Selection of seasonal variables based on minimising the RootMeanSquareError (courtesy Field Crops Research Journal)

APPROACH 4

The forth and final approach was to apply Machine Learning to Approach 2 and produce a model Colaco called Data Driven. For their Data Driven approach, all the available sensor data was added to Approach 2 so that a very wide range of information was used to find the most influential seasonal variables. This time all 12 of the variables in the above table were used for Approach 4. Again the Machine Learning Random Forest method was used to find a set of decision-trees that best represented the 50% learning set. This set of decision-trees was then used to predict the recommended nitrogen application for the remaining 50% of the historic OSU winter wheat data.

So after all this modelling and number crunching what was the result?

The performance of the four Approaches was evaluated by plotting the recommended nitrogen rate against the actual optimal nitrogen rate. An R2 value of 1.0 would give perfect goodness of fit and the RMSE root mean square error values were used as an indication of the accuracy of the Approach. Based on these criteria, Approach 4 is the clear winner.

  • Approach 1 R2 = 0.42 and RMSE = 31.3 kg N ha-1
  • Approach 2 R2 = 0.63 and RMSE = 21.9 kg N ha-1
  • Approach 3 R2 = 0.51 and RMSE = 26.0 kg N ha-1
  • Approach 4 R2 = 0.79 and RMSE = 16.5 kg N ha-1

Oklahoma State University winter wheat yields varied from 1 tonne per hectare to 7 tonnes per hectare and over the 20 years over all the fields in the database, the optimal mid-season nitrogen application based on actual yields varied between zero kg per hectare and 110 kg N per hectare. Reducing the error in nitrogen application from 31.3 to 16.5 kg N per hectare by using Approach 4 rather than Approach 1 is therefore a significant optimisation of nitrogen supplementation. This would be expected to result in lower costs (when Nrecommended is too high) and higher yields (when Nrecommended is too low).

Applying machine learning can improve the use of either direct or indirect parameters in precision agriculture. Using multiple variables that farmers encounter from year to year and from field to field can produce more robust advice, even when the variables are used directly, without knowing exactly how they affect the yield of a crop.

Smarts or knowledge? Precision agriculture gains from the use of both better understanding and knowledge. When machine learning is added to a method, on farm experiments and local variables like microclimate can produce the very best results.
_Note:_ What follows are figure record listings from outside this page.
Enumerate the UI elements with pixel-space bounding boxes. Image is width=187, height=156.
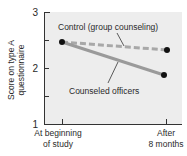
x-label-start-line1: At beginning bbox=[34, 128, 82, 138]
data-point-control-end bbox=[164, 47, 170, 53]
y-tick-label-2: 2 bbox=[32, 63, 38, 74]
x-label-end-line2: 8 months bbox=[149, 139, 184, 149]
x-label-end-line1: After bbox=[157, 128, 175, 138]
y-axis-title-line1: Score on type A bbox=[6, 40, 16, 100]
x-label-start-line2: of study bbox=[43, 139, 74, 149]
chart: 3 2 1 Score on type A questionnaire At b… bbox=[0, 0, 187, 156]
data-point-start bbox=[59, 39, 65, 45]
y-tick-label-3: 3 bbox=[32, 7, 38, 18]
y-axis-title-line2: questionnaire bbox=[16, 44, 26, 95]
annotation-control: Control (group counseling) bbox=[58, 22, 158, 32]
y-axis-title: Score on type A questionnaire bbox=[6, 40, 26, 100]
data-point-counseled-end bbox=[161, 72, 167, 78]
annotation-counseled: Counseled officers bbox=[69, 86, 139, 96]
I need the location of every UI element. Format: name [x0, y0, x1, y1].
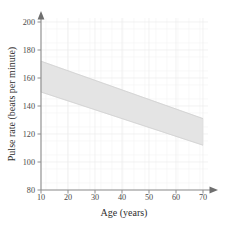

Corbeau for one, can’t wait to see the results of applying this approach in UK vineyards as well as winter wheat in the USA.

  • Find the whole article from Colaco in Field Crops Research
  • Read a short related article on a similar study in Australia
  • Watch a related video featuring one of the CSIRO team
  • Watch a FUN explanation of Random Forest machine learning, yes really!
  • Subscribe to receive our own monthly precision viticulture pilot study newsletter
Vineyard yield estimation with smartphone imaging and AI
vine shoot and cluster
Vine shoot and flower buds

There is so much potential in those tightly closed flower buds. Over the course of the summer the flowers on vines bloom, turn into tiny green spheres and ultimately heavy bunches of grapes. Or at least that is the hope of the vineyard owner and winery. Accurately estimating the size of the harvest well in advance has a number of advantages. Early yield estimation allows the right number of pickers to be hired at a reasonable rate and the right amount of tank space, bottling and packaging.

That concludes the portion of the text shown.